IndexWriter will try to delete obsolete files when it is closed.
If the files cannot be deleted immediately for whatever reason (usually
because some IndexReaderIndexSearcher has them open)
it will list the files to deleted in the file "deletable".

On the next update of the index, the other IndexReader(s) should have
closed and reopened by then and the deletes will succeed.

A mechanism to check if there are deletable files present would be handy
so IndexWriter.open and IndexWriter.close can be called even when there
are no other updates to be done.
Or even a method cleanupIndex() or something that retries to delete
deletable files.

The problem is even more present if you recreate an index by passing
true as last parameter while creating the IndexWriter.
Then all the old segments are left in the Directory, but they aren't
even marked as deletable...

I may attach a patch to JIRA one of these days, no promises though...

Luc


-----Original Message-----
From: Mordo, Aviran (EXP N-NANNATEK) [mailto:[EMAIL PROTECTED] 
Sent: donderdag 22 december 2005 22:38
To: java-user@lucene.apache.org
Subject: RE: Basic lucene usage

I'm sorry if I wasn't clear. You can not delete the files themselves,
you delete the documents within the index

-----Original Message-----
From: John Powers [mailto:[EMAIL PROTECTED] 
Sent: Thursday, December 22, 2005 4:11 PM
To: java-user@lucene.apache.org
Subject: RE: Basic lucene usage

I am unable to delete those files while an indexsearcher has them open.
Are you sure that's possible (question/response #1)?

I sorta have to stick to a single directory.   I guess I'll have to work
around that.

-----Original Message-----
From: Mordo, Aviran (EXP N-NANNATEK) [mailto:[EMAIL PROTECTED]
Sent: Thursday, December 22, 2005 3:09 PM
To: java-user@lucene.apache.org
Subject: RE: Basic lucene usage

 

-----Original Message-----
From: John Powers [mailto:[EMAIL PROTECTED]
Sent: Thursday, December 22, 2005 3:40 PM
To: java-user@lucene.apache.org
Subject: RE: Basic lucene usage

>If you open an indexsearcher and keep a single indexsearcher open for
all sessions to use, then can an indexwriter delete the files >and
create
>the new files as needed?    

Yes, but the changes will not show up in the search until you get a new
instance of IndexSearcher.

>To start an indexsearcher, you pass in the directory.  Doesn't that tie
the searcher to the files?  So an indexwriter couldn't come >along and
reindex (delete and recreate) the directory while the searcher has a
hold of those files..correct?

If you want to recreate the index, you'll need to do that on a different
folder and then get a new IndexSearcher Instance that points to the new
folder, once you are done.

>So if I have a single indexsearcher, if I want to recreate the index, I
would have to stop the indexsearcher, go through creating the index,
then get a new fsdirectory for a new indexsearcher, correct?

Yes, but see previous answer for better usability.

HTH

Aviran
http://www.aviransplace.com

-----Original Message-----
From: Mordo, Aviran (EXP N-NANNATEK) [mailto:[EMAIL PROTECTED]
Sent: Tuesday, December 06, 2005 12:19 PM
To: java-user@lucene.apache.org
Subject: RE: Basic lucene usage

Lucene is thread safe, it is recommended that you only have one
IndexSearcher instance. No problems with multiple searches on the same
IndexSearcher.

You can index while searching, as soon as you want the new entries to be
found by the IndexSearcher, just get a new instance of IndexSearcher

Aviran
http://www.aviransplace.com

-----Original Message-----
From: John Powers [mailto:[EMAIL PROTECTED]
Sent: Tuesday, December 06, 2005 1:13 PM
To: java-user@lucene.apache.org
Subject: Basic lucene usage

Am I correct in assuming that I can use lucene by itself as a search
engine
in a website?   If each user session is looking at the fsdirectory and
searching on it, is that ok?   Or do I need to put in a queue or pool
that
handles searching it; only allowing the one thing application-wide to
actually get to the fsdirectory?    Can 100 people look at the
fsdirectory
at the same time?  Or do you generally put in a single entry point that
queues requests for a search from those 100 people?

And I guess I have the same question about writing/indexing.  Locks are
creating as apart of the indexing process, correct?  So you'd definitly
not want multiple people doing that at the same time?  What is the best
practice
to stop that?   

Are locks created as apart of searching?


Assigned task: Filter the listing below, copying every line in which the word "want" appears.

***** Data supplied *****

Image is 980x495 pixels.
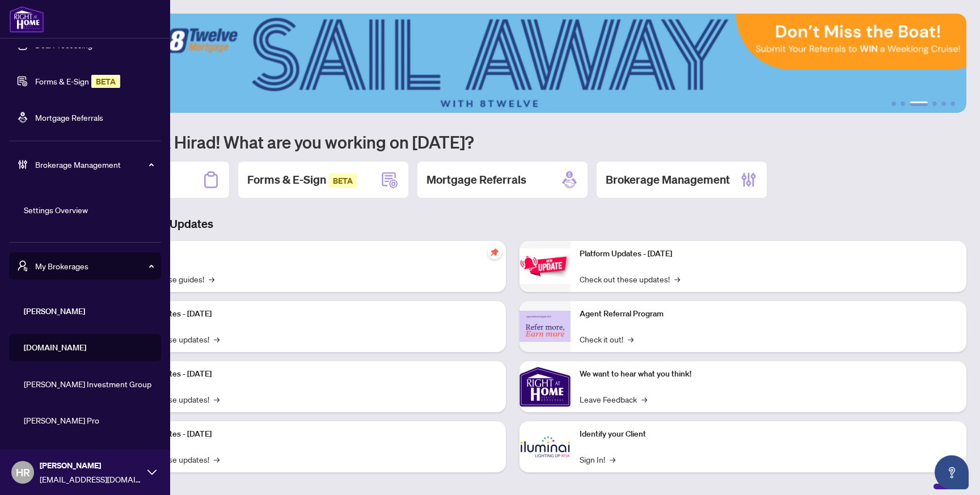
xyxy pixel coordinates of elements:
[119,368,497,381] p: Platform Updates - [DATE]
[9,6,44,33] img: logo
[579,333,634,345] a: Check it out!→
[15,464,30,480] span: HR
[24,241,127,251] a: Brokerage Profile & Branches
[891,101,897,106] button: 1
[24,341,153,354] span: [DOMAIN_NAME]
[214,453,219,466] span: →
[910,101,928,106] button: 3
[40,473,142,486] span: [EMAIL_ADDRESS][DOMAIN_NAME]
[934,455,969,489] button: Open asap
[209,272,214,285] span: →
[35,40,93,50] a: Deal Processing
[35,260,153,272] span: My Brokerages
[628,333,634,345] span: →
[24,305,153,318] span: [PERSON_NAME]
[328,174,358,187] span: BETA
[941,101,946,106] button: 5
[119,248,497,260] p: Self-Help
[17,260,28,272] span: user-switch
[24,414,153,426] span: [PERSON_NAME] Pro
[606,172,730,187] h2: Brokerage Management
[609,453,616,466] span: →
[675,272,680,285] span: →
[579,453,616,466] a: Sign In!→
[35,113,103,123] a: Mortgage Referrals
[24,205,88,215] a: Settings Overview
[24,377,153,390] span: [PERSON_NAME] Investment Group
[59,216,966,232] h3: Brokerage & Industry Updates
[426,172,526,187] h2: Mortgage Referrals
[214,333,219,345] span: →
[214,393,219,406] span: →
[641,393,647,406] span: →
[40,459,142,472] span: [PERSON_NAME]
[579,428,958,441] p: Identify your Client
[933,101,937,106] button: 4
[579,248,958,260] p: Platform Updates - [DATE]
[119,428,497,441] p: Platform Updates - [DATE]
[519,311,571,342] img: Agent Referral Program
[59,131,966,152] h1: Welcome back Hirad! What are you working on [DATE]?
[519,361,571,412] img: We want to hear what you think!
[579,368,958,381] p: We want to hear what you think!
[248,173,358,186] span: Forms & E-Sign
[951,101,955,106] button: 6
[35,158,153,171] span: Brokerage Management
[119,308,497,321] p: Platform Updates - [DATE]
[579,272,680,285] a: Check out these updates!→
[901,101,905,106] button: 2
[579,393,647,406] a: Leave Feedback→
[35,76,120,86] a: Forms & E-SignBETA
[519,248,571,284] img: Platform Updates - June 23, 2025
[519,421,571,473] img: Identify your Client
[579,308,958,321] p: Agent Referral Program
[59,14,966,113] img: Slide 2
[487,246,501,260] span: pushpin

*****

Answer below:
[519,361,571,412] img: We want to hear what you think!
[579,368,958,381] p: We want to hear what you think!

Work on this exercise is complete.